Georgetown University’s Newspaper of Record since 1920

The Hoya

Georgetown University’s Newspaper of Record since 1920

The Hoya

Georgetown University’s Newspaper of Record since 1920

The Hoya

MAIN: Disillusioned, Americans Vote GOP

If the words of pollsters and analysts are to be believed, the current election cycle will end with the Republican Party controlling both chambers of Congress for the first time during Barack Obama’s presidency.

This sort of legislative transformation — wherein one party wins both bodies in the final years of a two-term president — is not an aberration; Democrats gained control of Congress during the last two years of both Reagan’s and Bush’s second terms. Midterms are also a sort of referendum of the current administration; from the Civil War until the turn of the century, just one midterm election (in 1934 during Roosevelt’s presidency) didn’t result in the president’s party losing seats in Congress.

Indeed, the overarching theme journalists covering the races report has been a strong anti-Obama sentiment. Dan Balz, the chief political correspondent at The Washington Post, concluded that tapping into dissatisfaction with the president “appeared to be [the Republican] party’s most important motivating factor.” More tersely, former Sen. John Breaux (D-La.) told The New York Times that “you can summarize [every] race by saying, ‘Obama bad.’”

The president, facing his lowest approval ratings since taking office, has not allowed the opposition to make any more connections; he’s only travelled to support one prospective candidate, Rep. Gary Peters (D-Mich.), a strong candidate running in a state that voted for President Obama in 2012. He has been smart to stay out of close races like the Senate race in Arkansas, which featured a Democratic incumbent in a red state. But there are a number of Democrats slated to lose in states that voted for Obama in 2012, such as Mark Udall of Colorado and Bruce Braley of Iowa.

This is an oversimplification, of course. Other factors, such as outside money and more seasoned Republican candidates (especially compared to those in the 2010 midterm election), have likely pushed the Senate into the GOP’s favor. Also, considering places like Colorado and Iowa “blue states” because the president won their electoral votes in 2012 says little about whether that state’s electorate would respond well to a Democratic Senate candidate.

Rather, 2012’s outcome reveals only what the electorate thought about Obama in comparison to Mitt Romney. At the end of 2013, Gallup found that the president’s approval rating was 42.3 percent in Colorado and 42.4 percent in Iowa, both below the national average of 46.5 percent at that time. The national average today is more than four percentage points lower.

So what could Obama have done to prevent the GOP from gaining control of both houses? On one hand, he’s at the mercy of the typical midterm slide, compounded by the fact that midterm voters skew whiter, older and more Republican than the electorate in presidential election years. On the other hand, Obama’s name is toxic where it would have counted most, and at this point, there’s little he can do to overcome that. There’s no fount of “leadership” the president can take from to make everything all right for the Democrats — even if such a thing existed, as some pundits would have you believe, he still wouldn’t have enough clout with the electorate to effectively wield it.

Even more than simple partisanship or the vestiges of systemic racism, the public’s negative perception of the government and its ability to function has tarnished the president’s brand. Just as Obama won the presidency in 2008 with “change,” the far right of the Republican Party now frames its distaste for the status quo in near-revolutionary terms.

The Democrats explain legislative stagnation as the result of unprecedented, hostile opposition from the GOP — lawsuits, filibuster threats, etc. And they’re right, to a point. Just as culpable for the president’s low approval ratings and decreased political influence have been the administration’s consistently reactive and hesitant policies. For example, what the president called his most important second-term policy, immigration reform, is dead in the water, with the right’s constant, blaring opposition going undisputed by Democratic messaging.

In addition to his failure to counter the right’s arguments in a substantive way, Obama has also offered little to excite, even to encourage, the youth and minority voter base that carried him in 2008 and 2012. The president’s foreign policy direction has not offered an alternative to last decade’s neoconservatism, instead languishing in a system where the Bush-era apparatuses remain, used out of convenience with nothing to replace them. Given this unrewarding lack of direction, it’s no surprise that among young likely voters, Republicans are leading.

The likely loss of Congress to the Republicans cannot be blamed on the president, of course. But he, as the nation’s most visible politician, exemplifies a Democratic policy that neither placates the right nor satisfies the left, leaving nobody — except maybe the incoming Republican representatives — happy.

Hunter MainHunter Main is a senior in the College. Left Behind appears every other Tuesday.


» TASK DESCRIPTION
Omit the pictures and return every entry exactly as written.

[Start of Attachment]

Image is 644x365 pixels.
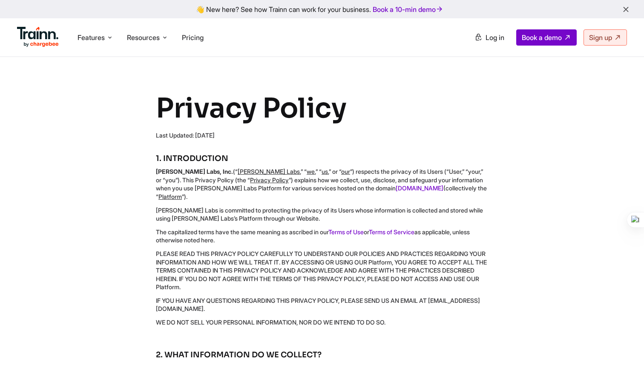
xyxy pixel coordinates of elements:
[156,167,488,201] p: (“ ,” “ ,” “ ,” or “ ”) respects the privacy of its Users (“User,” “your,” or “you”). This Privac...
[5,5,639,13] div: 👋 New here? See how Trainn can work for your business.
[307,168,315,175] u: we
[522,33,562,42] span: Book a demo
[156,168,233,175] b: [PERSON_NAME] Labs, Inc.
[159,193,182,200] u: Platform
[182,33,204,42] a: Pricing
[517,29,577,46] a: Book a demo
[156,318,488,327] p: WE DO NOT SELL YOUR PERSONAL INFORMATION, NOR DO WE INTEND TO DO SO.
[329,228,364,236] a: Terms of Use
[156,153,488,164] h5: 1. INTRODUCTION
[250,176,289,184] u: Privacy Policy
[396,185,444,192] a: [DOMAIN_NAME]
[156,228,488,245] p: The capitalized terms have the same meaning as ascribed in our or as applicable, unless otherwise...
[156,297,488,313] p: IF YOU HAVE ANY QUESTIONS REGARDING THIS PRIVACY POLICY, PLEASE SEND US AN EMAIL AT [EMAIL_ADDRES...
[369,228,415,236] a: Terms of Service
[486,33,505,42] span: Log in
[127,33,160,42] span: Resources
[371,3,445,15] a: Book a 10-min demo
[17,27,59,47] img: Trainn Logo
[156,206,488,223] p: [PERSON_NAME] Labs is committed to protecting the privacy of its Users whose information is colle...
[322,168,328,175] u: us
[341,168,350,175] u: our
[156,350,488,361] h5: 2. WHAT INFORMATION DO WE COLLECT?
[238,168,300,175] u: [PERSON_NAME] Labs
[156,250,488,291] p: PLEASE READ THIS PRIVACY POLICY CAREFULLY TO UNDERSTAND OUR POLICIES AND PRACTICES REGARDING YOUR...
[584,29,627,46] a: Sign up
[78,33,105,42] span: Features
[589,33,612,42] span: Sign up
[470,30,510,45] a: Log in
[156,131,488,140] div: Last Updated: [DATE]
[156,91,488,126] h1: Privacy Policy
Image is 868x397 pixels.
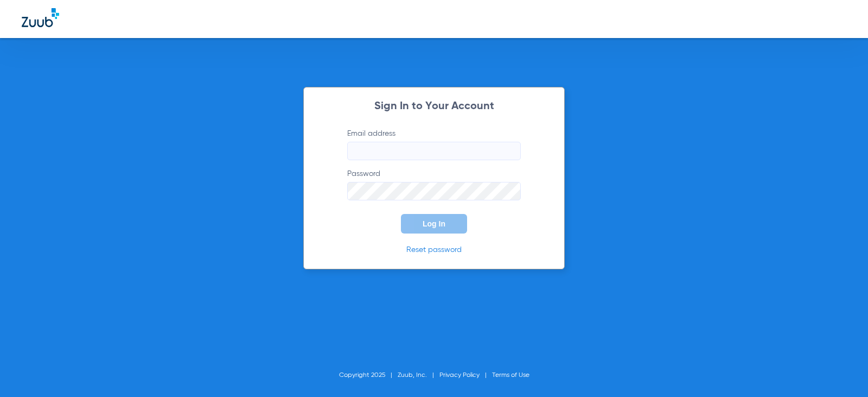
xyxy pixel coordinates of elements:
[407,246,461,253] a: Reset password
[422,219,446,228] span: Log In
[439,372,480,378] a: Privacy Policy
[347,128,521,160] label: Email address
[401,214,467,233] button: Log In
[397,370,439,381] li: Zuub, Inc.
[347,168,521,200] label: Password
[339,370,397,381] li: Copyright 2025
[22,8,59,27] img: Zuub Logo
[492,372,529,378] a: Terms of Use
[331,101,537,112] h2: Sign In to Your Account
[347,182,521,200] input: Password
[347,142,521,160] input: Email address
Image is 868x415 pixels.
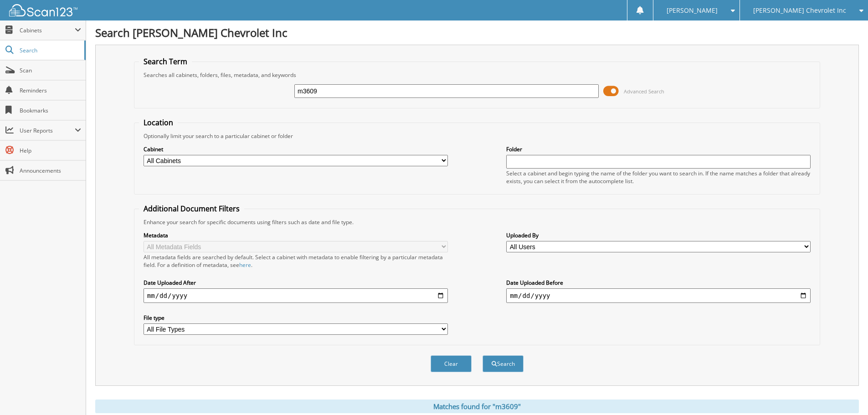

[End of Attachment]

» RESPONSE
Image is 644x365 pixels.
xyxy pixel coordinates of elements:
[156,167,488,201] p: (“ ,” “ ,” “ ,” or “ ”) respects the privacy of its Users (“User,” “your,” or “you”). This Privac...
[5,5,639,13] div: 👋 New here? See how Trainn can work for your business.
[307,168,315,175] u: we
[522,33,562,42] span: Book a demo
[156,168,233,175] b: [PERSON_NAME] Labs, Inc.
[159,193,182,200] u: Platform
[182,33,204,42] a: Pricing
[517,29,577,46] a: Book a demo
[156,318,488,327] p: WE DO NOT SELL YOUR PERSONAL INFORMATION, NOR DO WE INTEND TO DO SO.
[329,228,364,236] a: Terms of Use
[156,153,488,164] h5: 1. INTRODUCTION
[250,176,289,184] u: Privacy Policy
[396,185,444,192] a: [DOMAIN_NAME]
[156,228,488,245] p: The capitalized terms have the same meaning as ascribed in our or as applicable, unless otherwise...
[156,297,488,313] p: IF YOU HAVE ANY QUESTIONS REGARDING THIS PRIVACY POLICY, PLEASE SEND US AN EMAIL AT [EMAIL_ADDRES...
[369,228,415,236] a: Terms of Service
[486,33,505,42] span: Log in
[127,33,160,42] span: Resources
[371,3,445,15] a: Book a 10-min demo
[17,27,59,47] img: Trainn Logo
[156,206,488,223] p: [PERSON_NAME] Labs is committed to protecting the privacy of its Users whose information is colle...
[322,168,328,175] u: us
[341,168,350,175] u: our
[156,350,488,361] h5: 2. WHAT INFORMATION DO WE COLLECT?
[238,168,300,175] u: [PERSON_NAME] Labs
[156,250,488,291] p: PLEASE READ THIS PRIVACY POLICY CAREFULLY TO UNDERSTAND OUR POLICIES AND PRACTICES REGARDING YOUR...
[584,29,627,46] a: Sign up
[78,33,105,42] span: Features
[589,33,612,42] span: Sign up
[470,30,510,45] a: Log in
[156,131,488,140] div: Last Updated: [DATE]
[156,91,488,126] h1: Privacy Policy
Image is 868x397 pixels.
xyxy pixel coordinates of elements:
[407,246,461,253] a: Reset password
[422,219,446,228] span: Log In
[439,372,480,378] a: Privacy Policy
[347,128,521,160] label: Email address
[401,214,467,233] button: Log In
[397,370,439,381] li: Zuub, Inc.
[347,168,521,200] label: Password
[339,370,397,381] li: Copyright 2025
[22,8,59,27] img: Zuub Logo
[492,372,529,378] a: Terms of Use
[331,101,537,112] h2: Sign In to Your Account
[347,182,521,200] input: Password
[347,142,521,160] input: Email address
Image is 868x415 pixels.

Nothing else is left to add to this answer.